April 27, 2025

Johnny Depp-Amber Heard Verdict: The Actual Malice of the Trial

Because he’s a man. Celebrity and masculinity confer mutually reinforcing advantages. Famous men — athletes, actors, musicians, politicians — get to be that way partly because they represent what other men aspire to be. Defending their prerogatives is a way of protecting, and asserting, our own. We want them to be bad boys, to break the rules and get away with it. Their seigneurial right to sexual gratification is something the rest of us might resent, envy or disapprove of, but we rarely challenge it. These guys are cool. They do what they want, including to women. Anyone who objects is guilty of wokeness, or gender treason, or actual malice.

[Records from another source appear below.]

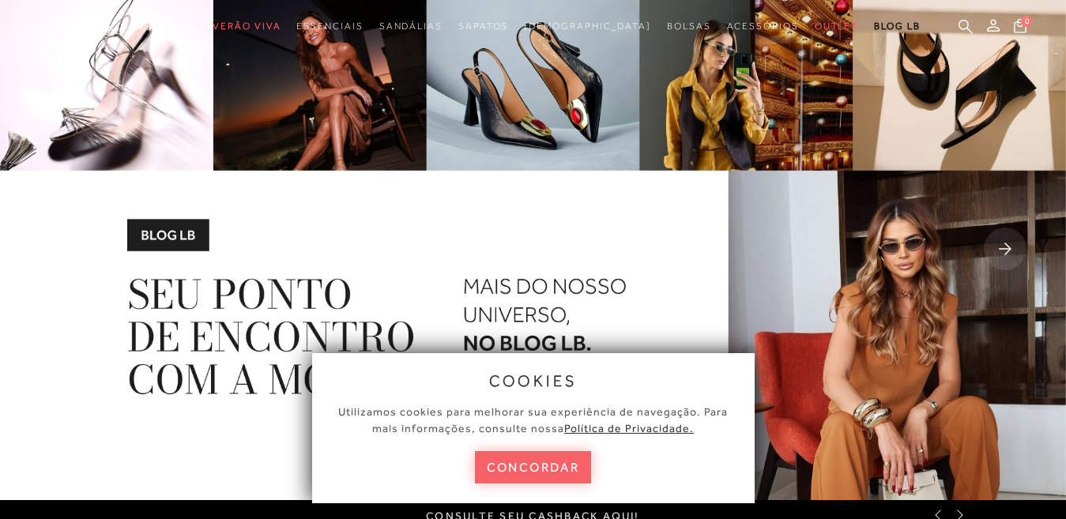 The width and height of the screenshot is (1066, 519). What do you see at coordinates (329, 26) in the screenshot?
I see `span: Essenciais` at bounding box center [329, 26].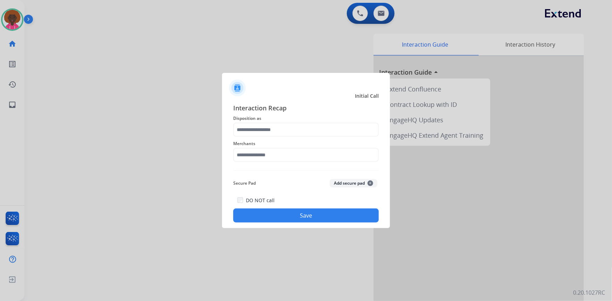 This screenshot has width=612, height=301. What do you see at coordinates (260, 201) in the screenshot?
I see `label: DO NOT call` at bounding box center [260, 201].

Of course there are exceptions. In the #MeToo era there are men who have gone to jail, lost their jobs or suffered disgrace because of the way they’ve treated women. The fall of certain prominent men — Harvey Weinstein, Leslie Moonves, Matt Lauer — was often welcomed as a sign that a status quo that sheltered, enabled and celebrated predators, rapists and harassers was at last changing.

A few years later, it seems more likely that they were sacrificed not to end that system of entitlement but rather to preserve it. Almost as soon as the supposed reckoning began there were complaints that it had gone too far, that nuances were being neglected and too-harsh punishments meted out.

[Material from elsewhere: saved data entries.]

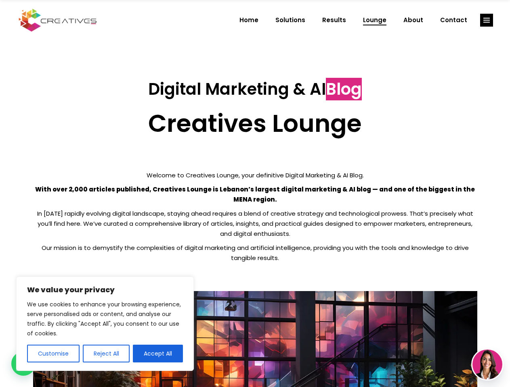 The image size is (510, 387). Describe the element at coordinates (486, 20) in the screenshot. I see `a: link` at that location.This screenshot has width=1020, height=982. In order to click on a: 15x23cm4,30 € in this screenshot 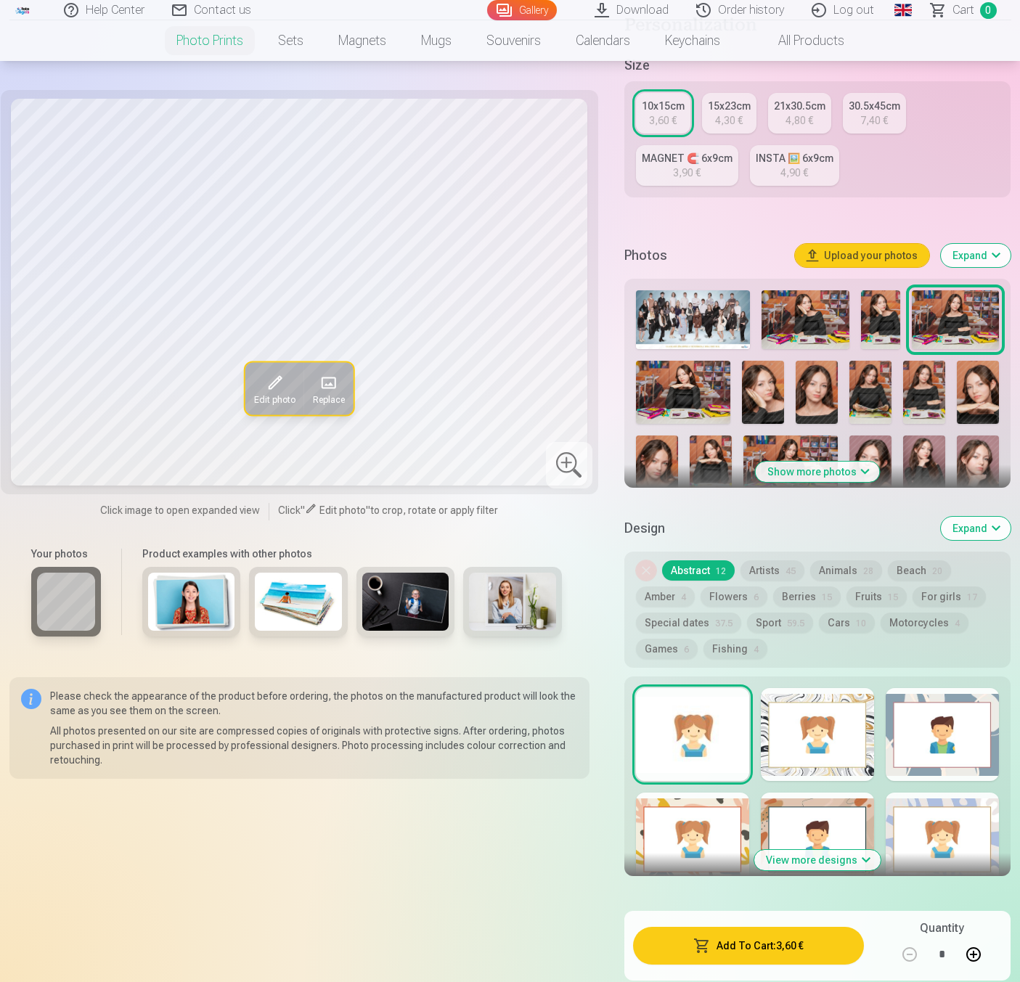, I will do `click(729, 113)`.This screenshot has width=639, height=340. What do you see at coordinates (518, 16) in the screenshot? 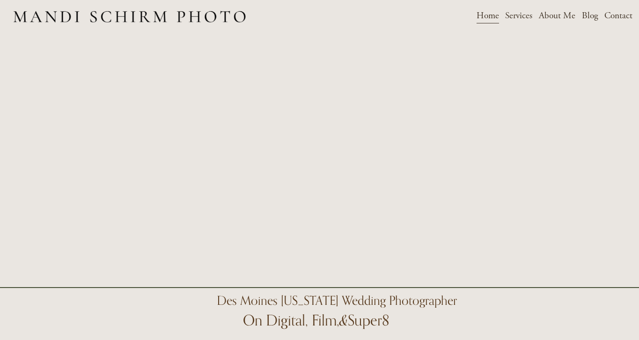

This backlash has been folded into a larger discourse about “cancel culture,” which is often less about actions than words. “Cancellation” is now synonymous with any criticism that invokes racial insensitivity, sexual misbehavior or controversial opinions. Creeps are treated as martyrs, and every loudmouth is a free-speech warrior. Famous men with lucrative sinecures on cable news, streaming platforms and legacy print publications can proclaim themselves victims.

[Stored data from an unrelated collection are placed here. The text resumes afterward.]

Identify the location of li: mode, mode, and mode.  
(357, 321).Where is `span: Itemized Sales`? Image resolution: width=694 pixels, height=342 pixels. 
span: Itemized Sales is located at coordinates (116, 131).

Which is just what Depp did. And while he accused Heard of doing terrible things to him in the course of their relationship and breakup, the lawsuit wasn’t about those things. It was about words published under her name, none of which were “Johnny Depp.” In a sentence the jury found false and malicious, after describing herself as “representing domestic abuse” Heard wrote that she “felt the full force of our culture’s wrath for women who speak out.” This time she surely has.